Please, I beg you, correct me if I'm wrong. (Will, I'm looking at you here, pal!) I'm not an economist, have never worked in a finance, and can hardly balance a checkbook. Still, there's less to the concept of money than banks would like you to think; that's how they intimidate you into submission.
Between the beginning of organized community-based civilization and the adoption of monetary currency, people traded to acquire what they needed. The fisherman traded his fish for grain, the farmer traded his grain for wood, et cetera. This worked well until someone had all the grain they needed, and the farmer had nothing else to trade with. So along comes the banker.
The banker whips up some money; for example, $1000 for everyone. He affirms that he owns the money, but he'll gladly borrow it out to the community for a small fee, which he'll collect at the end of the year. The bank even offers a generously low interest rate of 5%. Not bad, huh?
Yet, once the year is over, everyone discovers something: even though they all end the year with exactly as much as they began, nobody has enough to pay the borrowing fee. So the banker makes them an offer. Pay attention, because this next part is the swindle.
Everyone in the community borrowed $1000, and now because of interest, they all owe $1050. The bank then takes back all the money that exists, leaving everyone with no actual way to pay their debt. The bank records that everyone owes $50, then lends out another $1000 to everyone for the upcoming year, still with 5% interest.
So even in a best-case scenario that assumes everyone in the community ends the year with as much as they began, debt is still perpetual. In a worst-case scenario, of course, a few people are able to pay their debt back, most are in perpetual debt, and a few are bankrupt and left to starve.
Today, banks operate on the same principle, but without the inconvenience of tangible, physical money. Currency is nearly completely theoretical. It exists electronically, being created out of thin air. It's fiction. This is why if everyone withdrew all their savings at the same time, there would not be enough money for everyone. It is a debt-based system.
Unfortunately, money is the dominant system of our civilization. And while I do support a money-free society, it is simply not possible in the near future. Realistically, even a complete collapse of the current financial system wouldn't be enough to implement something different. It is still quite impossible to buy food and shelter with good intentions, so whether or not money is a good thing, it is a wretched necessity of the present. And yet, it doesn't even exist.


- [PROBLEM DESCRIPTION] Below is a listing. Gather each line of it that contains "Points".

---------------

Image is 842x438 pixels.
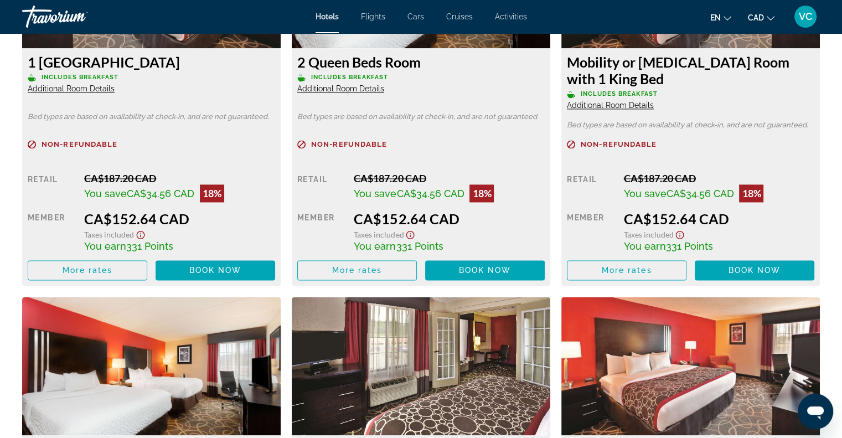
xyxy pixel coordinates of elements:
span: You save [623,188,666,199]
span: CAD [748,13,764,22]
span: Non-refundable [581,141,656,148]
span: 331 Points [396,240,443,252]
span: CA$34.56 CAD [666,188,733,199]
div: 18% [200,184,224,202]
div: CA$152.64 CAD [354,210,545,227]
h3: 2 Queen Beds Room [297,54,545,70]
button: Book now [425,260,545,280]
span: You save [84,188,127,199]
button: Show Taxes and Fees disclaimer [673,227,686,240]
div: CA$187.20 CAD [354,172,545,184]
span: Includes Breakfast [42,74,118,81]
a: Activities [495,12,527,21]
button: User Menu [791,5,820,28]
a: Cruises [446,12,473,21]
p: Bed types are based on availability at check-in, and are not guaranteed. [28,113,275,121]
span: 331 Points [665,240,712,252]
button: Show Taxes and Fees disclaimer [403,227,417,240]
button: Change language [710,9,731,25]
span: Non-refundable [42,141,117,148]
p: Bed types are based on availability at check-in, and are not guaranteed. [567,121,814,129]
span: Taxes included [354,230,403,239]
span: Book now [459,266,511,275]
img: 80cb5aaf-a0a9-48b6-b472-cf4e5aed142c.jpeg [292,297,550,435]
a: Cars [407,12,424,21]
button: More rates [28,260,147,280]
h3: 1 [GEOGRAPHIC_DATA] [28,54,275,70]
p: Bed types are based on availability at check-in, and are not guaranteed. [297,113,545,121]
button: More rates [297,260,417,280]
div: Retail [567,172,615,202]
span: VC [799,11,812,22]
span: Book now [189,266,242,275]
span: You save [354,188,396,199]
a: Travorium [22,2,133,31]
span: Taxes included [623,230,673,239]
button: Book now [695,260,814,280]
span: You earn [354,240,396,252]
span: More rates [332,266,382,275]
span: en [710,13,721,22]
span: More rates [602,266,652,275]
div: Member [28,210,76,252]
div: Retail [28,172,76,202]
span: Additional Room Details [28,84,115,93]
button: Show Taxes and Fees disclaimer [134,227,147,240]
span: You earn [623,240,665,252]
span: Additional Room Details [297,84,384,93]
span: CA$34.56 CAD [396,188,464,199]
span: Taxes included [84,230,134,239]
button: More rates [567,260,686,280]
a: Hotels [315,12,339,21]
img: 71867843-80d7-418c-b33d-7bb0b8159983.jpeg [22,297,281,435]
div: CA$187.20 CAD [623,172,814,184]
div: CA$152.64 CAD [623,210,814,227]
span: Includes Breakfast [311,74,388,81]
h3: Mobility or [MEDICAL_DATA] Room with 1 King Bed [567,54,814,87]
span: More rates [63,266,113,275]
span: Non-refundable [311,141,387,148]
button: Book now [156,260,275,280]
span: 331 Points [126,240,173,252]
div: Retail [297,172,345,202]
a: Flights [361,12,385,21]
div: Member [567,210,615,252]
div: Member [297,210,345,252]
iframe: Button to launch messaging window [798,393,833,429]
span: Book now [728,266,781,275]
img: a8058f00-505d-4c81-8910-9c4b42df4c46.jpeg [561,297,820,435]
div: CA$152.64 CAD [84,210,275,227]
span: Additional Room Details [567,101,654,110]
div: CA$187.20 CAD [84,172,275,184]
button: Change currency [748,9,774,25]
div: 18% [739,184,763,202]
span: CA$34.56 CAD [127,188,194,199]
div: 18% [469,184,494,202]
span: Includes Breakfast [581,90,657,97]
span: You earn [84,240,126,252]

---------------

- [RESULT OF THIS TASK]
span: 331 Points [396,240,443,252]
span: 331 Points [665,240,712,252]
span: 331 Points [126,240,173,252]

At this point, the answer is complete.